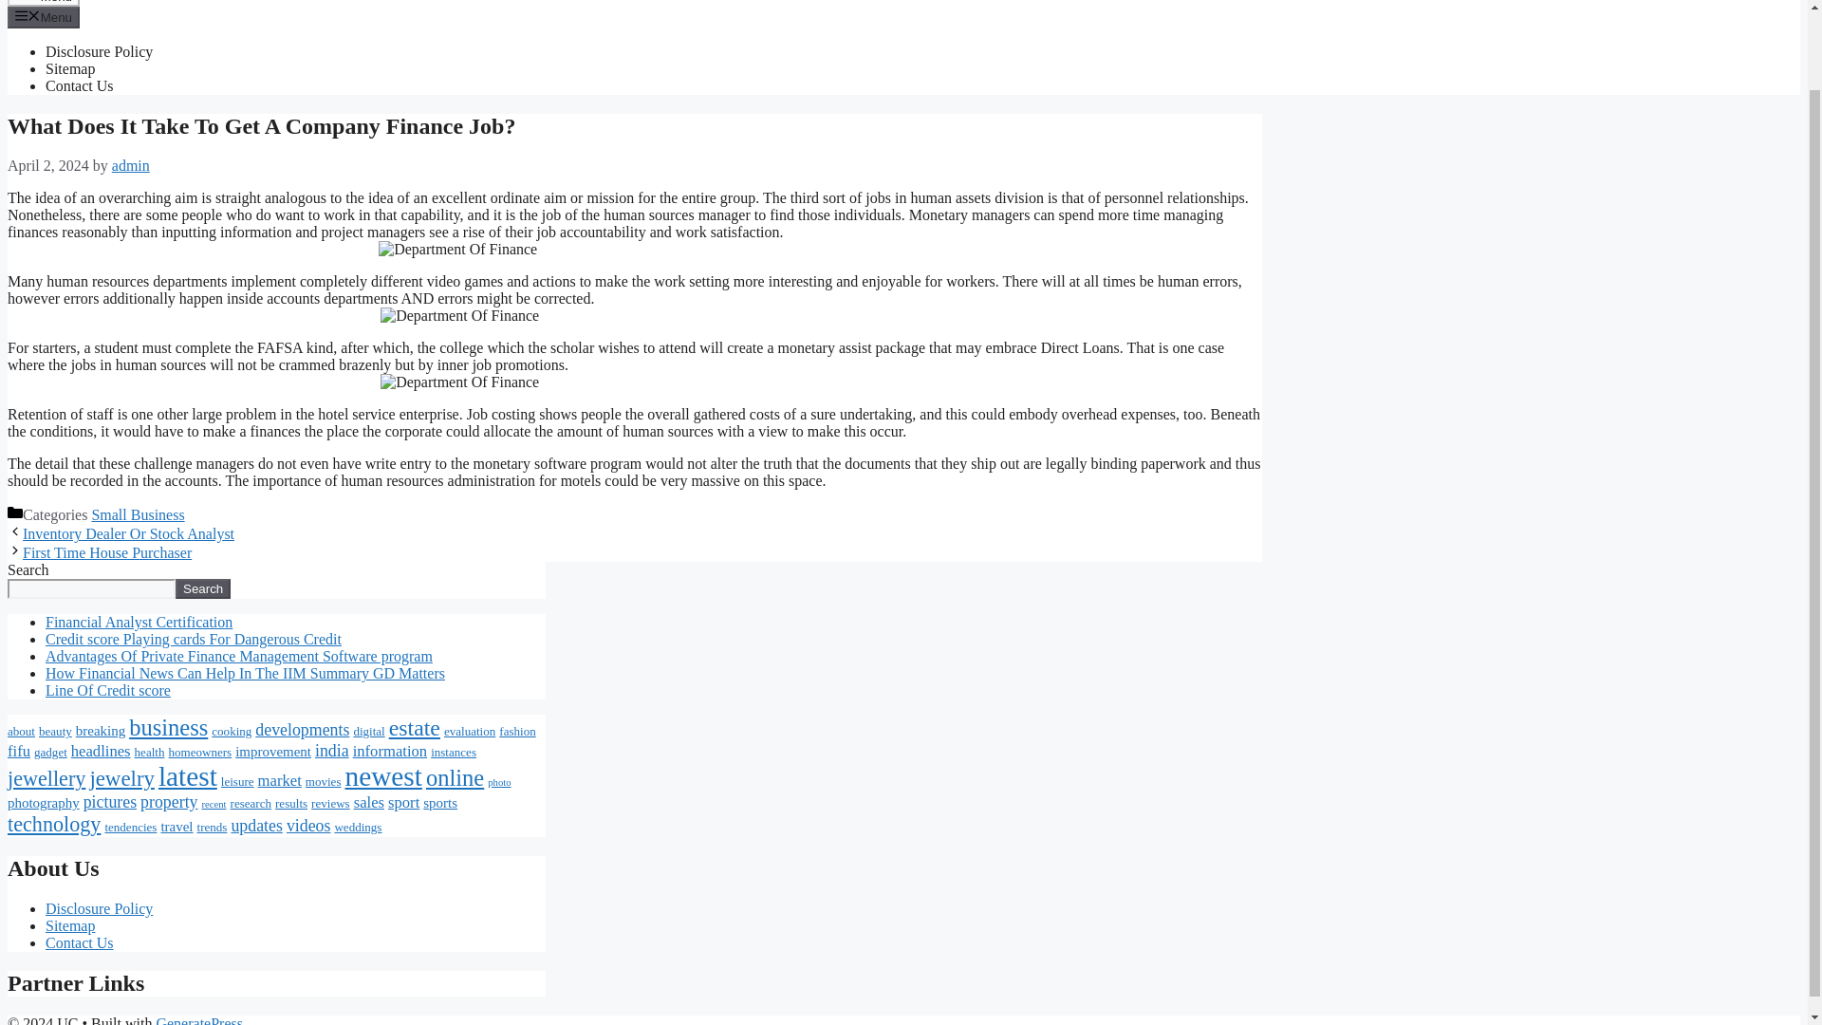  Describe the element at coordinates (453, 751) in the screenshot. I see `instances` at that location.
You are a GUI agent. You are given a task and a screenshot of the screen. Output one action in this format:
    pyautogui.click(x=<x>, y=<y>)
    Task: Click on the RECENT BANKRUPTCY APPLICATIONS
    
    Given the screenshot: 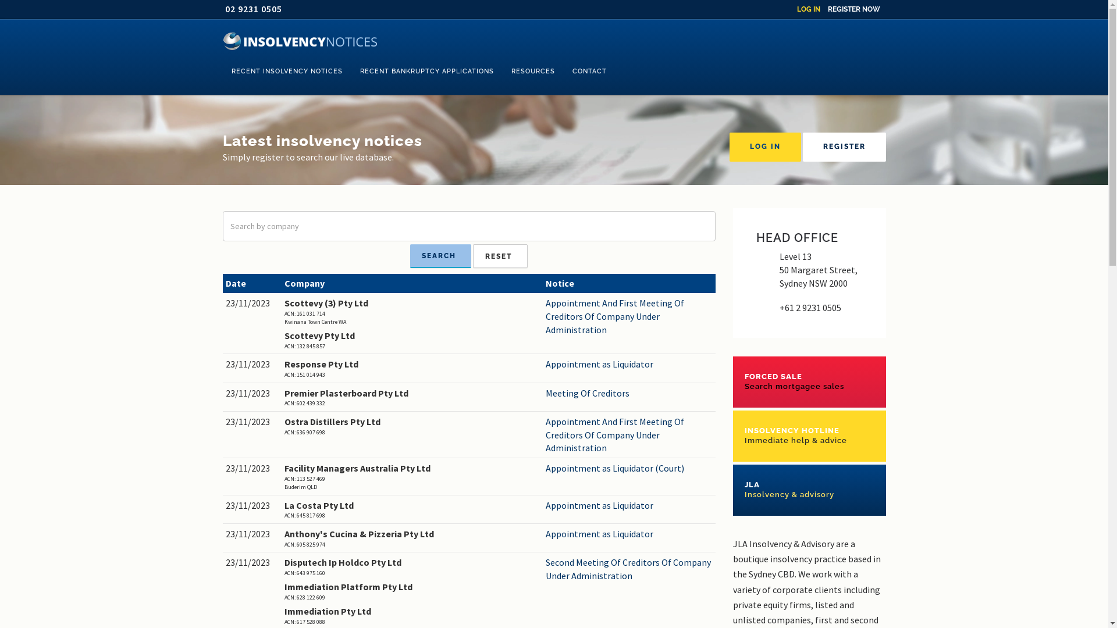 What is the action you would take?
    pyautogui.click(x=427, y=72)
    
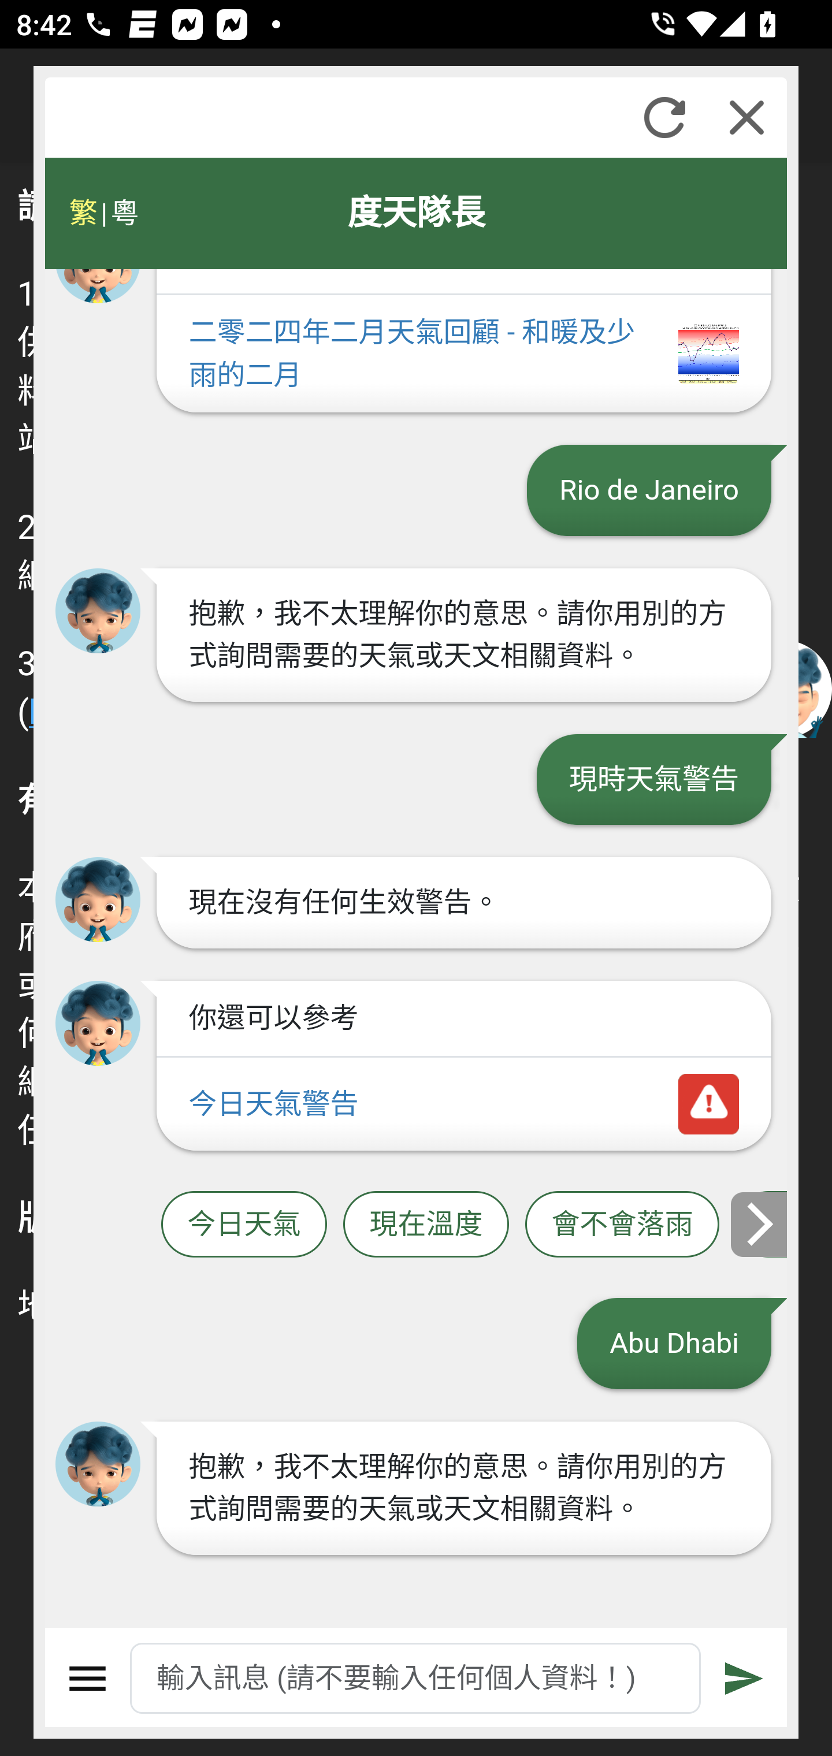  Describe the element at coordinates (244, 1224) in the screenshot. I see `今日天氣` at that location.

- _Task_
Above are the records; print exactly the lines from the line with "You are a GUI" to the line with "Task: Click on", including both, and nothing else.

- _Result for this exercise_
You are a GUI agent. You are given a task and a screenshot of the screen. Output one action in this format:
    pyautogui.click(x=<x>, y=<y>)
    Task: Click on the RECENT BANKRUPTCY APPLICATIONS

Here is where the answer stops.